All it takes is Barber’s skills – Expert

The story that highly honed skills are required for manufacture of high value exports such as computers is a myth, an economist said.


Professor Prema-Chandra Athukorala, Professor of Economics, Australian National University, speaking at a function in Colombo on Thursday (18 August) said that in 1968, when Singapore, with an unemployment rate of 15%, opened up its economy for electronics investments, the country's Finance Minister had said... ...that the skills required for a woman engaging in computer manufacture, should be akin to that of a barber, to do the job.


And Singapore has proved it by being a computer hub today. "In a labour abundant country, Singapore has become one of the richest countries," said Athukorala. Singapore has proved that this so called deficiency of a "skills barrier" is a myth, he said.
He said that similarly, what Sri Lanka needs to grow its economy is not services such as tourism, but manufacturing. Only manufacturing can absorb unskilled workers and the island has a large pool of unskilled labour, said Athukorala.
The BoI is not going in the hinterland to tap them for employment potential and as a result many companies are paying incentives to their workers to recruit labour, he said. Though they talk of the lack of human capital in the island, manufacturers don't believe that lie, said Athukorala.


Nonetheless, there is a company in the outskirts servicing the global automotive industry, which has an annual turnover of US$ 45 million, whilst employing a thousand, he said. There is another company at Badalgama in the Wayamba Province which manufactures electronic sensors, while providing employment to 600, said Athukorala.
Industrialization is the pivot for employment generation and thereby poverty reduction, he said. An example is China which has reduced poverty from 40% to 9% through industrialization, he said. Sixty eight per cent of the world production comes from developing countries, he said.


Athukorale said that while China is involved in labour intensive electronic assembly industries, Sri Lanka's labour was better than that in Thailand, but because the latter has ventured in to high tech manufacture, their labour grade per capita annual income is US$ 500 per capita per mensem, whereas the island's lowly garment sector worker earns a mere $ 100.
He said that though Sri Lanka lost large electronic giants such as Harris Corporation and Microsoft due to the July 1983 disturbances, it's still home to middle level electronics firms which employ an average of 400 employees each in their workplaces, providing a total employment of 20,000. Sri Lanka's trade regime is comparable to that of Malaysia but what is needed is the rationalization of tariffs, said Athukorala. The seminar was organized by Advocata Institute, a local think tank.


*TASK REQUIREMENTS*:
Read through the lines below and copy the ones holding the string "relapse".

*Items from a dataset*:
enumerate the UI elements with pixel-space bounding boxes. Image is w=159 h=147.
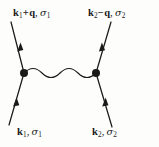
spin-subscript: 2 (113, 131, 117, 139)
right-vertex-dot (92, 69, 100, 77)
label-top-right-momentum: k2−q, σ2 (88, 8, 125, 20)
spin-symbol: σ (40, 7, 47, 18)
label-bottom-left-momentum: k1, σ1 (17, 127, 42, 139)
fermion-line-incoming-right (96, 73, 112, 127)
label-top-left-momentum: k1+q, σ1 (13, 8, 50, 20)
label-bottom-right-momentum: k2, σ2 (92, 127, 117, 139)
feynman-diagram-canvas (0, 0, 159, 147)
spin-subscript: 2 (122, 12, 126, 20)
feynman-diagram: k1+q, σ1 k2−q, σ2 k1, σ1 k2, σ2 (0, 0, 159, 147)
wavy-interaction-line (24, 69, 96, 78)
left-vertex-dot (20, 69, 28, 77)
spin-symbol: σ (115, 7, 122, 18)
arrowhead-outgoing-left (17, 43, 23, 52)
arrowhead-incoming-left (13, 98, 19, 107)
spin-subscript: 1 (38, 131, 42, 139)
spin-subscript: 1 (47, 12, 51, 20)
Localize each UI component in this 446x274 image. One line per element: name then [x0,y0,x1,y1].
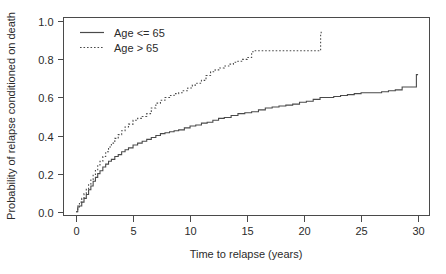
x-tick-label: 0 [73,225,79,237]
y-tick-label: 0.8 [38,54,53,66]
y-tick-label: 0.0 [38,207,53,219]
y-axis-ticks: 0.00.20.40.60.81.0 [38,16,63,219]
legend: Age <= 65 Age > 65 [76,22,194,56]
y-axis-title: Probability of relapse conditioned on de… [5,12,17,220]
x-axis-title: Time to relapse (years) [190,248,303,260]
y-tick-label: 1.0 [38,16,53,28]
y-tick-label: 0.2 [38,169,53,181]
cumulative-incidence-plot: 051015202530 0.00.20.40.60.81.0 Age <= 6… [0,0,446,274]
x-tick-label: 20 [298,225,310,237]
y-tick-label: 0.4 [38,131,53,143]
y-tick-label: 0.6 [38,92,53,104]
x-tick-label: 25 [355,225,367,237]
series-line-age-gt-65 [76,31,321,212]
x-axis-ticks: 051015202530 [73,216,424,237]
x-tick-label: 10 [184,225,196,237]
legend-label-age-gt-65: Age > 65 [114,42,158,54]
data-series-group [76,31,418,212]
legend-label-age-le-65: Age <= 65 [114,27,165,39]
series-line-age-le-65 [76,75,418,212]
x-tick-label: 15 [241,225,253,237]
x-tick-label: 5 [130,225,136,237]
chart-figure: 051015202530 0.00.20.40.60.81.0 Age <= 6… [0,0,446,274]
x-tick-label: 30 [412,225,424,237]
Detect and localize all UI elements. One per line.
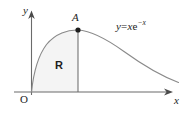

*ANSWER BOX*:
y-axis-title: Probability of relapse conditioned on de… [5,12,17,220]
x-axis-title: Time to relapse (years) [190,248,303,260]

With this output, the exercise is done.